Otherwise they panic at runtime.
On 32bit systems, int64 fields are not necessarily aligned to 8 bytes.
They may just be aligned to 4 bytes depending on the fields before them.
This currently causes fastzip to reproducably fail archiving and extraction
on 32bit systems.
Move the fields which are accessed via atomic operations
to the start of the struct to properly align them and avoid the problem.
See
https://go101.org/article/memory-layout.html
"The Alignment Requirement for 64-bit Word Atomic Operations"
However, on 32-bit architectures, the alignment guarantee
made by the standard Go compiler for 64-bit words is only 4 bytes.

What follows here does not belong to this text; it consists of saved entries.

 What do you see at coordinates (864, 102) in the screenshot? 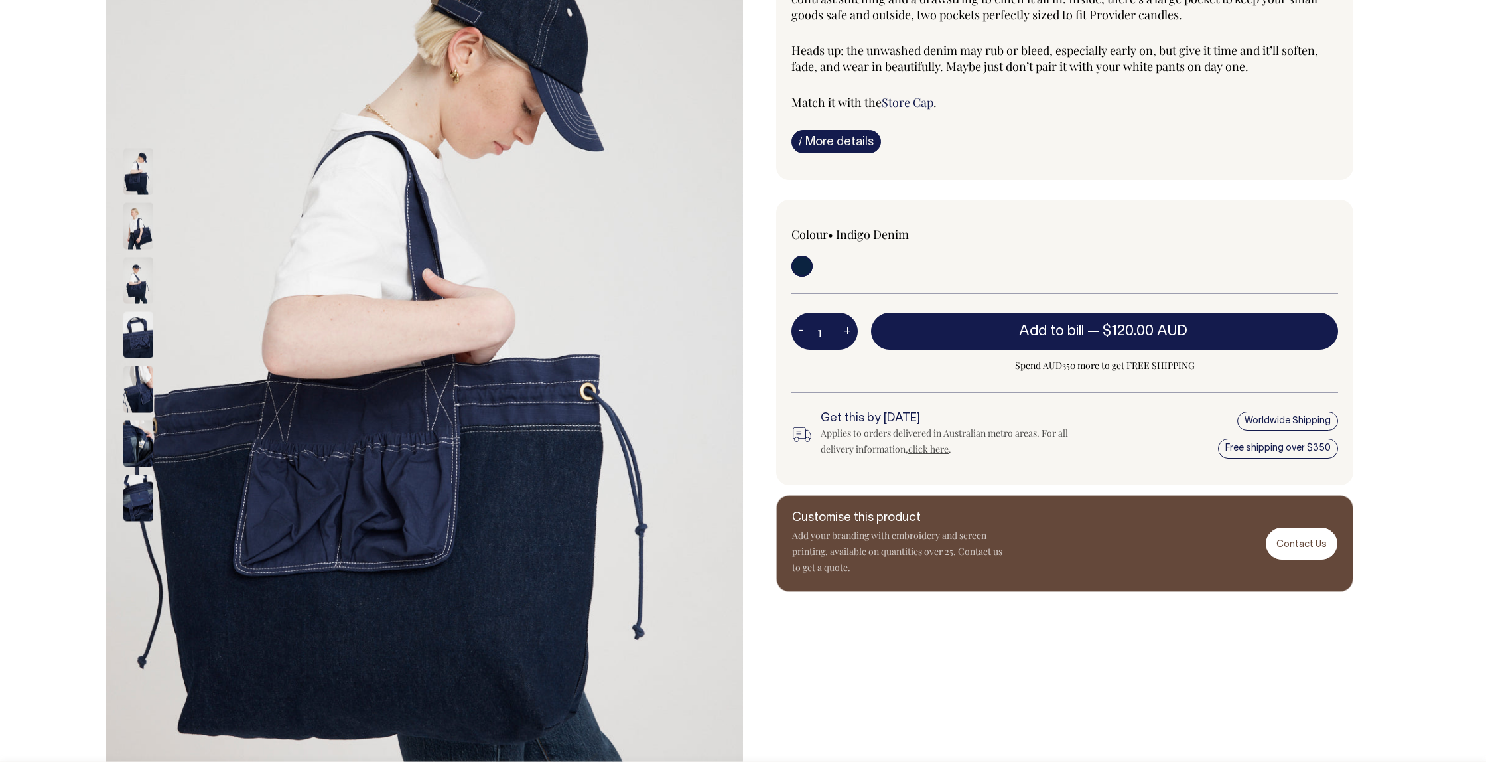
I see `span: Match it with the .` at bounding box center [864, 102].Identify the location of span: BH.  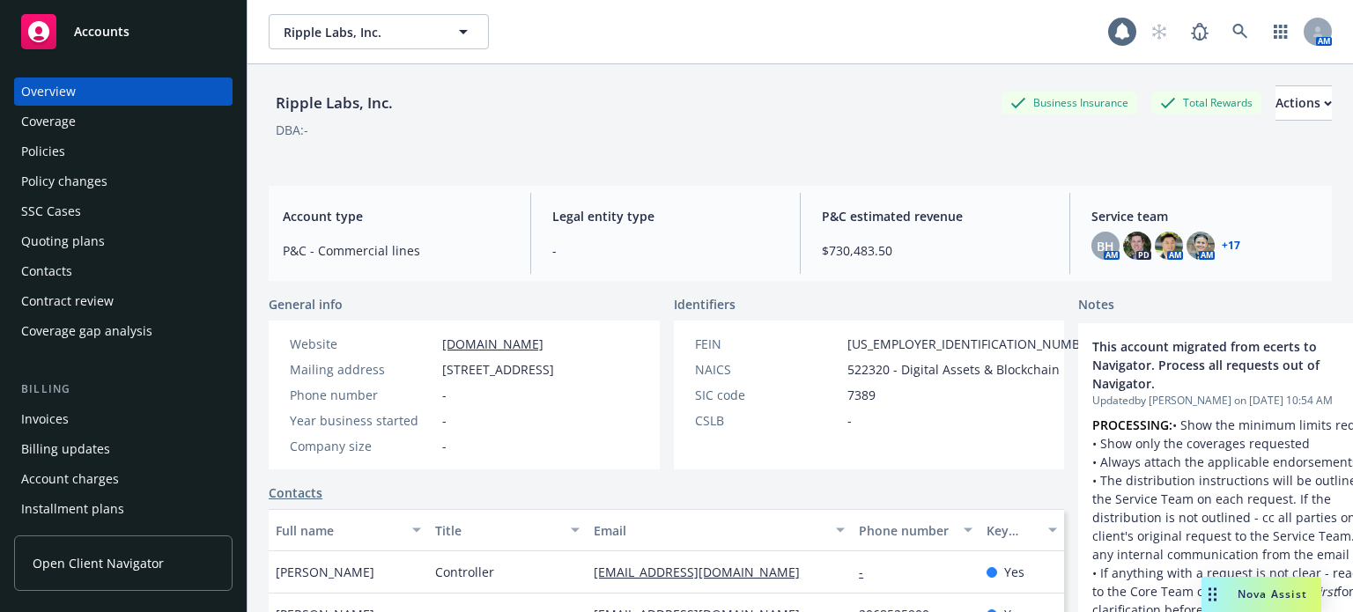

64-bit atomic operations on a 64-bit word which is not 8-byte aligned
will panic at runtime.
...
The ways are described as the first (64-bit) word in a variable
or in an allocated struct, array, or slice can be relied upon to be 64-bit aligned.
See
https://pkg.go.dev/sync/atomic#pkg-note-BUG
On ARM, 386, and 32-bit MIPS, it is the caller's responsibility
to arrange for 64-bit alignment of 64-bit words accessed atomically.
The first word in a variable or in an allocated struct, array,
or slice can be relied upon to be 64-bit aligned.
Related
golang/go#11891
The panic behavior can easily be reproduced by running "go test" in fastzip
on Windows with go 1.17.6 i386 installed.